The most analytically provocative data point in these results was the sectoral reallocation of the loan portfolio. Between February and December 2025, agriculture grew from 17.9% to 31.6% of total loans, distribution collapsed from 17.3% to 3.8%, while manufacturing declined from 22.9% to 16.0%. Corporate loans fell from ZWG878 million to ZWG531 million, a 40% decline. Consumer and SME loans grew from ZWG79 million to ZWG345 million, a 337% increase.
Stage 3 loans, those in default, fell sharply from ZWG79 million to ZWG3.3 million, a 96% decline. The provision coverage improved. Write-offs of ZWG57.4 million during the period cleaned the book significantly. The net result was a loan portfolio that was smaller, cleaner, and structurally different from what it was ten months ago. Whether it is better will only be visible once the agricultural and nano loan cycles mature.
TN Bank enters 2026 as a fundamentally different institution from the one that existed as Steward Bank three years ago. It has shed its fintech businesses, changed its name, changed its functional currency, changed its financial year, changed its CEO, changed its chairman, changed its loan book composition, and changed its strategic direction — all within an eighteen-month window.
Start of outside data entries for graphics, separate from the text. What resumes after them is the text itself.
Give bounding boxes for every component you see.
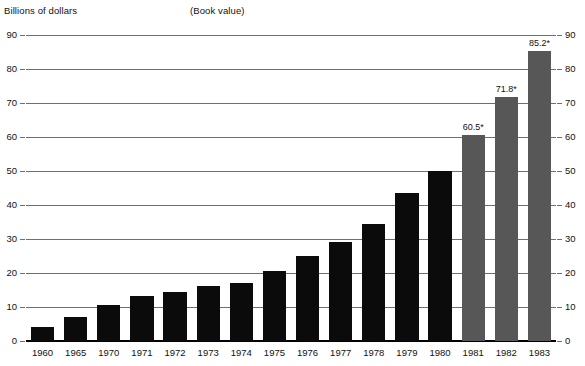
x-axis-tick-label-1975: 1975	[264, 348, 285, 358]
x-axis-tick-label-1980: 1980	[429, 348, 450, 358]
y-tick-left	[20, 239, 25, 240]
y-tick-left	[20, 103, 25, 104]
y-axis-tick-label-right: 40	[565, 200, 576, 210]
bar-value-label-1981: 60.5*	[463, 123, 484, 132]
bar-1975: 1975	[263, 271, 286, 341]
y-tick-left	[20, 273, 25, 274]
y-axis-tick-label-right: 90	[565, 30, 576, 40]
bar-1970: 1970	[97, 305, 120, 341]
bar-1979: 1979	[395, 193, 418, 341]
gridline	[26, 69, 556, 70]
y-axis-tick-label-left: 50	[6, 166, 17, 176]
x-axis-tick-label-1970: 1970	[98, 348, 119, 358]
y-axis-title: Billions of dollars	[4, 5, 77, 16]
bar-1981: 60.5*1981	[462, 135, 485, 341]
x-axis-tick-label-1971: 1971	[131, 348, 152, 358]
x-axis-tick-label-1973: 1973	[198, 348, 219, 358]
bar-1980: 1980	[428, 171, 451, 341]
y-tick-right	[557, 171, 562, 172]
y-axis-tick-label-left: 60	[6, 132, 17, 142]
y-tick-right	[557, 273, 562, 274]
y-axis-tick-label-right: 20	[565, 268, 576, 278]
y-tick-left	[20, 171, 25, 172]
y-axis-tick-label-left: 20	[6, 268, 17, 278]
bar-1983: 85.2*1983	[528, 51, 551, 341]
bar-1976: 1976	[296, 256, 319, 341]
gridline	[26, 103, 556, 104]
y-tick-right	[557, 103, 562, 104]
y-axis-tick-label-right: 60	[565, 132, 576, 142]
bar-1973: 1973	[197, 286, 220, 341]
bar-1971: 1971	[130, 296, 153, 341]
x-axis-tick-label-1978: 1978	[363, 348, 384, 358]
y-tick-left	[20, 341, 25, 342]
y-axis-tick-label-right: 0	[565, 336, 570, 346]
y-axis-tick-label-right: 10	[565, 302, 576, 312]
x-axis-tick-label-1965: 1965	[65, 348, 86, 358]
bar-1974: 1974	[230, 283, 253, 341]
y-tick-right	[557, 69, 562, 70]
x-axis-tick-label-1974: 1974	[231, 348, 252, 358]
y-axis-tick-label-left: 90	[6, 30, 17, 40]
x-axis-tick-label-1979: 1979	[396, 348, 417, 358]
x-axis-tick-label-1982: 1982	[496, 348, 517, 358]
x-axis-tick-label-1972: 1972	[164, 348, 185, 358]
bar-1960: 1960	[31, 327, 54, 341]
y-tick-left	[20, 35, 25, 36]
x-axis-tick-label-1976: 1976	[297, 348, 318, 358]
y-tick-right	[557, 35, 562, 36]
y-tick-right	[557, 205, 562, 206]
bar-1972: 1972	[163, 292, 186, 341]
y-axis-tick-label-right: 30	[565, 234, 576, 244]
y-axis-tick-label-right: 50	[565, 166, 576, 176]
y-axis-tick-label-left: 70	[6, 98, 17, 108]
y-axis-tick-label-left: 30	[6, 234, 17, 244]
y-tick-right	[557, 341, 562, 342]
bar-chart: Billions of dollars (Book value) 0102030…	[0, 0, 585, 366]
y-axis-tick-label-left: 80	[6, 64, 17, 74]
bar-value-label-1982: 71.8*	[496, 85, 517, 94]
y-tick-right	[557, 307, 562, 308]
y-tick-left	[20, 307, 25, 308]
x-axis-tick-label-1960: 1960	[32, 348, 53, 358]
gridline	[26, 35, 556, 36]
y-axis-tick-label-right: 80	[565, 64, 576, 74]
plot-area: 0102030405060708090 0102030405060708090 …	[26, 35, 556, 341]
y-tick-right	[557, 239, 562, 240]
y-tick-left	[20, 137, 25, 138]
y-axis-tick-label-left: 0	[12, 336, 17, 346]
bar-1978: 1978	[362, 224, 385, 341]
bar-value-label-1983: 85.2*	[529, 39, 550, 48]
y-axis-tick-label-left: 10	[6, 302, 17, 312]
x-axis-tick-label-1981: 1981	[463, 348, 484, 358]
bar-1977: 1977	[329, 242, 352, 341]
y-axis-tick-label-right: 70	[565, 98, 576, 108]
y-tick-left	[20, 69, 25, 70]
y-axis-tick-label-left: 40	[6, 200, 17, 210]
book-value-note: (Book value)	[190, 5, 245, 16]
x-axis-tick-label-1983: 1983	[529, 348, 550, 358]
x-axis-tick-label-1977: 1977	[330, 348, 351, 358]
bar-1982: 71.8*1982	[495, 97, 518, 341]
bar-1965: 1965	[64, 317, 87, 341]
y-tick-left	[20, 205, 25, 206]
y-tick-right	[557, 137, 562, 138]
The ZWG190 million underlying profit for the ten-month period, annualised, implies a run-rate of approximately ZWG228 million per annum, a credible base from which to build if the loan book reallocation holds, the nano loan book performs, and the deposit base can be converted into earning assets at higher rates. The 66% deposit growth suggests the market is engaging. The 19% loan-to-deposit ratio suggests the bank has not yet worked out precisely what to do with all that funding.
The next set of results, for the twelve months to December 2026, will be the first true year-on-year comparable this institution has produced in its current form. That is when the strategic narrative either gains credibility or fractures under the weight of the ambitions being articulated. Until then, the most analytically honest statement about TN CyberTech Bank is that the raw material for a genuinely compelling turnaround exists. The execution has yet to be tested over a full cycle.